Op-ed in Petaluma Argus-Courier, October 11, 2006
Short Memories, Long Consequences
by David Keller
What kind of City Council will we get in November? What’s the legacy of past councils?
Don Bennett rewrites the history of his favorite city council, the “Balshaw Council” (really Mayor Hilligoss’), while damning the “Open Government Council” I served on from 1996-2000 as a mistaken interlude on the way to the current Council majority, whom he applauds.
While I am proud to see some of our ‘96-‘00 Council’s works come alive, others are being abandoned. Petaluma deserves better.
In 1999, we turned down privatization of the city’s wastewater treatment plant, after the 1990 Council tried to award a secret no-bid contract. Their deal was so bad for ratepayers that California PUC rejected it unanimously. We’re now building a state-of-the-art, publicly-owned plant, saving ratepayers millions of dollars.
After over 25 years of no-bid garbage contracts, in 1998 we started the open bidding process. Unfortunately, in 2005 the Council majority, led by Mike Harris, Mike O’Brien and Karen Nau, tried to sign a garbage contract with the highest bidder, until the public told them, “No!” The Council must be loyal to ratepayers, not huge businesses with big campaign donations.
We started Campaign Finance Reform in 2000, limiting donations and providing public financing. The new majority, led by Bryant Moynihan, Mike Harris and Mike O’Brien, gutted that law. In 2004, voters took control and reinstated lower campaign limits by citizen-initiated ordinance. However, huge amounts of development money infects Petaluma elections.
In 1998, we placed a 20-year Urban Growth Boundary measure for voters to decide; they approved it by 79% (candidates Mike Harris and John Mills opposed it), ending developers’ habit of sprawling over farmlands. Now we see industry efforts to build out Petaluma quickly rather than over 20 years, while complaining about supposed land shortages. We’ve had major housing and commercial developments approved over objections of staff, Planning Commission and neighbors. Favors for developers accumulate for the Dutra Quarry site, Riverfront, Magnolia and others. The result is too much development, too fast, with unmitigated traffic congestion, potholes, and not enough parks and playfields. This developer-friendly Council majority has not refused any significant developments in 6 years.
We pioneered the Central Petaluma Specific Plan with community and business support. Now adopted, this enables renewal of Petaluma’s heart. We balanced business and residential center-city land use and transportation systems – cars, freeway, trains, buses, bikes, pedestrians - to serve us all. We reorganized the Redevelopment Agency’s finances to support this. We insisted on a cinema downtown, not in freeway-frontage malls. But our downtown renaissance and city’s existing stores can be killed by massive overbuilding and traffic if the Council isn’t smart.
After Feb. 1998’s floods, we wanted to stop floodplain development, including Outlet Mall expansion, which threatened people’s lives, businesses and public money. But an emergency moratorium failed, when neither Mike Healy nor Clark Thompson voted for it. Following Dec. 2005’s floods, we have the majority’s so-called floodplain “building moratorium”, which allows projects in the pipeline to continue. Mayor Glass’ and Pam Torliatt’s proposed crosstown connector would deny new buildings in the floodplain. The floodplain should be left as parks and ballfields.
In 2000, we demanded ratepayer protection and disclosure of real costs of new water supplies and Sonoma County Water Agency contracts. We insisted on strong conservation and reuse programs, or we’d have water shortages and major environmental damages. We wanted answers, but got shouted down instead. In 2001, the new majority signed the contracts anyway. When SCWA told us in 2006 there wasn’t enough water, this Council finally directed staff to implement the kinds of water and energy savings we wanted years ago.
Will the new Council’s legacy be good for us all, or for special interests? We can choose a smart, responsive, honest and publicly-run Council instead of the developer-friendly majority we have now. We deserve better. Please join me in supporting Pam Torliatt, Teresa Barrett, Spence Burton and David Rabbitt.
David Keller is a former Petaluma City Council member, and is a manufacturer of specialized woodworking tools.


* Exercise description
Look for the string "allow" in the listing below, then copy every line that has it.

* Records shown
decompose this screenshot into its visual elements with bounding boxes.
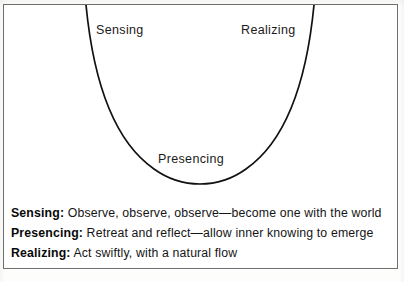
- label-realizing: Realizing: [241, 23, 296, 37]
- label-sensing: Sensing: [96, 23, 144, 37]
- label-presencing: Presencing: [158, 152, 224, 166]
- diagram-page: Sensing Realizing Presencing Sensing: Ob…: [0, 0, 404, 282]
- legend-description-realizing: Act swiftly, with a natural flow: [71, 246, 238, 260]
- diagram-frame: Sensing Realizing Presencing Sensing: Ob…: [3, 4, 398, 269]
- legend-term-sensing: Sensing:: [11, 206, 64, 220]
- legend-description-presencing: Retreat and reflect—allow inner knowing …: [83, 226, 373, 240]
- legend-item-sensing: Sensing: Observe, observe, observe—becom…: [11, 203, 395, 223]
- legend-item-presencing: Presencing: Retreat and reflect—allow in…: [11, 223, 395, 243]
- u-curve-diagram: Sensing Realizing Presencing: [4, 5, 397, 195]
- legend-term-presencing: Presencing:: [11, 226, 83, 240]
- legend-item-realizing: Realizing: Act swiftly, with a natural f…: [11, 243, 395, 263]
- legend-term-realizing: Realizing:: [11, 246, 71, 260]
- legend-block: Sensing: Observe, observe, observe—becom…: [11, 203, 395, 263]
- u-curve-svg: [4, 5, 397, 195]
- legend-description-sensing: Observe, observe, observe—become one wit…: [64, 206, 381, 220]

* Answer to this task
- legend-description-presencing: Retreat and reflect—allow inner knowing …: [83, 226, 373, 240]
- legend-item-presencing: Presencing: Retreat and reflect—allow in…: [11, 223, 395, 243]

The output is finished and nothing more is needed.